Impact of Gravity on Vacuum Stability
Vincenzo Branchina, Emanuele Messina, Dario Zappala

TL;DR
This paper challenges previous assumptions by showing that strong gravitational fields at the Planck scale do not necessarily prevent true vacuum bubble formation, impacting theories on vacuum stability and new physics.
Contribution
It demonstrates that beyond the thin wall approximation, strong gravity does not always suppress vacuum decay, revising earlier conclusions about vacuum stability.
Findings
Strong gravity does not always stabilize the false vacuum.
Vacuum decay can occur under Planckian gravitational conditions.

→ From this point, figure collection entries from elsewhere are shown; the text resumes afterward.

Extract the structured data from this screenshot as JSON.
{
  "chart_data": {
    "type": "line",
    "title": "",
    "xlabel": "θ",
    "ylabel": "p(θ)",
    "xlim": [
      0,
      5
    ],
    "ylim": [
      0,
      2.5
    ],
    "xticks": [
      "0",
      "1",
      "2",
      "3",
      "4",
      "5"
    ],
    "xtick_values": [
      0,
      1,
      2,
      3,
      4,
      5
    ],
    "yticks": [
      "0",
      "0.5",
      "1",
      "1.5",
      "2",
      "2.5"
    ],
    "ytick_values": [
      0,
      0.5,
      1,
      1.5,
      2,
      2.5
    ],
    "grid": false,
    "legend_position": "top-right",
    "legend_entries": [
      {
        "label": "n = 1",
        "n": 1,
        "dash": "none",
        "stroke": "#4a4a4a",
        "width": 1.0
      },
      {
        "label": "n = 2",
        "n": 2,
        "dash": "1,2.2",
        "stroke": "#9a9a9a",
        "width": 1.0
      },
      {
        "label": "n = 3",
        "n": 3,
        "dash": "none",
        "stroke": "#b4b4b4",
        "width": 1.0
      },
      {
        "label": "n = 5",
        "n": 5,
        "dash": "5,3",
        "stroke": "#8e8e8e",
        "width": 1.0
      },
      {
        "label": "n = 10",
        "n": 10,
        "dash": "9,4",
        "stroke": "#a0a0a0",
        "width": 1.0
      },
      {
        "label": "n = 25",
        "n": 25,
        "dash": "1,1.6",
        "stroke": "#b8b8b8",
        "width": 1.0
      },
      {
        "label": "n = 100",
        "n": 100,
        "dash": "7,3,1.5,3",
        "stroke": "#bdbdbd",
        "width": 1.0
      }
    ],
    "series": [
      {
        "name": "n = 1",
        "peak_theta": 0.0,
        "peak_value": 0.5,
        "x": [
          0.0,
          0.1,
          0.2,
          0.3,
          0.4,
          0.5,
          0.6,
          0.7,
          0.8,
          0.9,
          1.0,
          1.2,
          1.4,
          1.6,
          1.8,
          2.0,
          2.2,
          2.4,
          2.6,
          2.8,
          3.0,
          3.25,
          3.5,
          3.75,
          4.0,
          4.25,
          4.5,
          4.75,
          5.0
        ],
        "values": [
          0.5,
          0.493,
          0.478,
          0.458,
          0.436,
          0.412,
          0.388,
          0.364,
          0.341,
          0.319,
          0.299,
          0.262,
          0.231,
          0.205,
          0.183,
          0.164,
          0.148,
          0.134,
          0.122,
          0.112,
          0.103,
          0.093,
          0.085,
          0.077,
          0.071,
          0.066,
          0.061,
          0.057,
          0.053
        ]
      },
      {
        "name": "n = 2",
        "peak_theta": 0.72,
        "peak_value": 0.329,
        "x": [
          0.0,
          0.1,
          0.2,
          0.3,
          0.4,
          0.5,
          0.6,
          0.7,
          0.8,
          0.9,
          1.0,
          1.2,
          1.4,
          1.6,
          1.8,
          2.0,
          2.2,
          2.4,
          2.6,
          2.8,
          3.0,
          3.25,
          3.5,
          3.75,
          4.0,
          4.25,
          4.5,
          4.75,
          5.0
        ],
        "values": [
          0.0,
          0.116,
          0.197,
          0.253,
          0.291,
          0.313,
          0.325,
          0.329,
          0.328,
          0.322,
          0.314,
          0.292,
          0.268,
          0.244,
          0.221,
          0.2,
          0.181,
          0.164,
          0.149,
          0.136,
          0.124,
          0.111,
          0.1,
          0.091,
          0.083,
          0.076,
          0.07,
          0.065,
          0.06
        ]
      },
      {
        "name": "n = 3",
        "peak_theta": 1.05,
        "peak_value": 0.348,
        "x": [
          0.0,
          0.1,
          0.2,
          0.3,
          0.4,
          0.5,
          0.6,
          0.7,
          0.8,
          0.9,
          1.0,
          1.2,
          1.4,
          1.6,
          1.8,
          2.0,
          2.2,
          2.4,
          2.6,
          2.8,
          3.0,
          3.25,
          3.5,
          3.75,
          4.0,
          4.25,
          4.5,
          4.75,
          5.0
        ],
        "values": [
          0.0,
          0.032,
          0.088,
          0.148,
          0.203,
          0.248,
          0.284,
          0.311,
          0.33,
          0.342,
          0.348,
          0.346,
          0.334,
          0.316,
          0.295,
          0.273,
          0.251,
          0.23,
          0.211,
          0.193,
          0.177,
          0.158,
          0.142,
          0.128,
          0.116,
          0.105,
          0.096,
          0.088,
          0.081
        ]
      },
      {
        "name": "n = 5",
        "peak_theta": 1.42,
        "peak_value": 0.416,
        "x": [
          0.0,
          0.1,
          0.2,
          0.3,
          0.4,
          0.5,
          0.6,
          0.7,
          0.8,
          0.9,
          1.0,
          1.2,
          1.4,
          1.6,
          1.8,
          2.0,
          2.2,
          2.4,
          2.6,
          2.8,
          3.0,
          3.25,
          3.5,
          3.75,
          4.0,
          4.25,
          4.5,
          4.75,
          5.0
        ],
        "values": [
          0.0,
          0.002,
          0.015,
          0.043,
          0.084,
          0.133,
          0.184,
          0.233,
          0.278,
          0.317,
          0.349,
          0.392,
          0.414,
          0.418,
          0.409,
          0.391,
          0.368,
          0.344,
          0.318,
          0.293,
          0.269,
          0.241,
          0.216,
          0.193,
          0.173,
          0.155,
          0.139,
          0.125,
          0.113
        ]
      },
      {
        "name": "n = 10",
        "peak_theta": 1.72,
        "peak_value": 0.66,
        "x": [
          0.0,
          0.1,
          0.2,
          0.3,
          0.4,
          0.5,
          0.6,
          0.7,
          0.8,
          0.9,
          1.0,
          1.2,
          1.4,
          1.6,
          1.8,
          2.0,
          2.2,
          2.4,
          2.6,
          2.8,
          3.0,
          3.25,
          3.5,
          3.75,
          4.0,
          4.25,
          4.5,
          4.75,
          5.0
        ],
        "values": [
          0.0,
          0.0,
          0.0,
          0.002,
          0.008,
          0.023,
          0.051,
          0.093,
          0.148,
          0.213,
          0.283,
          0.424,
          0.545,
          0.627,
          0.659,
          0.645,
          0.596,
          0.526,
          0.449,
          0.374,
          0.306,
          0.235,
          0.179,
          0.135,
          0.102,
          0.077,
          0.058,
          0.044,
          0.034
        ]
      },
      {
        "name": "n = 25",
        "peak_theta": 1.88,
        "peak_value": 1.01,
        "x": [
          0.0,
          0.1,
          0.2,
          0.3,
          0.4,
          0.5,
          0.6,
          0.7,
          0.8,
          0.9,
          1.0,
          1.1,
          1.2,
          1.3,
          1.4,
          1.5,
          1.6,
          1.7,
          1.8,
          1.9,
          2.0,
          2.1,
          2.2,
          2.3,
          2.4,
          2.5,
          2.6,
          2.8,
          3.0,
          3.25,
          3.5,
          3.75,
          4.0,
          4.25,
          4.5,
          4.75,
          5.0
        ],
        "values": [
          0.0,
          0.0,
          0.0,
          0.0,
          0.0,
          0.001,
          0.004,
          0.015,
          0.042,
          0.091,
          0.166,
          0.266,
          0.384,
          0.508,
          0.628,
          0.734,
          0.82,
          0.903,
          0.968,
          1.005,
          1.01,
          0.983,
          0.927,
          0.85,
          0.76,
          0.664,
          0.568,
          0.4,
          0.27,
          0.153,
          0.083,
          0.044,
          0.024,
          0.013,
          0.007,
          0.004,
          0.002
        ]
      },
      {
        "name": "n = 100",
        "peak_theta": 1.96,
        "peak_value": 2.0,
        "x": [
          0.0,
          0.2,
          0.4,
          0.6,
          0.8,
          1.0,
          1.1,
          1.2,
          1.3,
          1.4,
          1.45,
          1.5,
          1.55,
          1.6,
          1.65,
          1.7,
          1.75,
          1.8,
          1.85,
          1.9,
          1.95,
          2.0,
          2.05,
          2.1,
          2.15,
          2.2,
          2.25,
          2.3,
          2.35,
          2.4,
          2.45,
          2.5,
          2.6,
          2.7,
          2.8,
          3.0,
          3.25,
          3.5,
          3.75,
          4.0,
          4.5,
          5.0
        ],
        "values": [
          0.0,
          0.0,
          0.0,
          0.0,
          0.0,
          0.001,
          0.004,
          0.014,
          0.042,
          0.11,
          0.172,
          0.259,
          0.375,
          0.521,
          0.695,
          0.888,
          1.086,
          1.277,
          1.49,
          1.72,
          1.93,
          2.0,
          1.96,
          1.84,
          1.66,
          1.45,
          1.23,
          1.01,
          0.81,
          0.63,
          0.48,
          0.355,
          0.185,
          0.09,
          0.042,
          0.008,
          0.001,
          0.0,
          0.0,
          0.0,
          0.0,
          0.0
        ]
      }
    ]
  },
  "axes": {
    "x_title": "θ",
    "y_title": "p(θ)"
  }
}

Implications for electroweak vacuum stability and beyond Standard Model physics.
Abstract
In a pioneering paper on the role of gravity on false vacuum decay, Coleman and De Luccia showed that a strong gravitational field can stabilize the false vacuum, suppressing the formation of true vacuum bubbles. This result is obtained for the case when the energy density difference between the two vacua is small, the so called thin wall regime, but is considered of more general validity. Here we show that when this condition does not hold, however, {\it a strong gravitational field (Planckian physics) does not necessarily induce a total suppression of true vacuum bubble nucleation}. Contrary to common expectations then, gravitational physics at the Planck scale {\it does not stabilize the false vacuum}. These results are of crucial importance for the stability analysis of the electroweak vacuum and for searches of new physics beyond the Standard Model.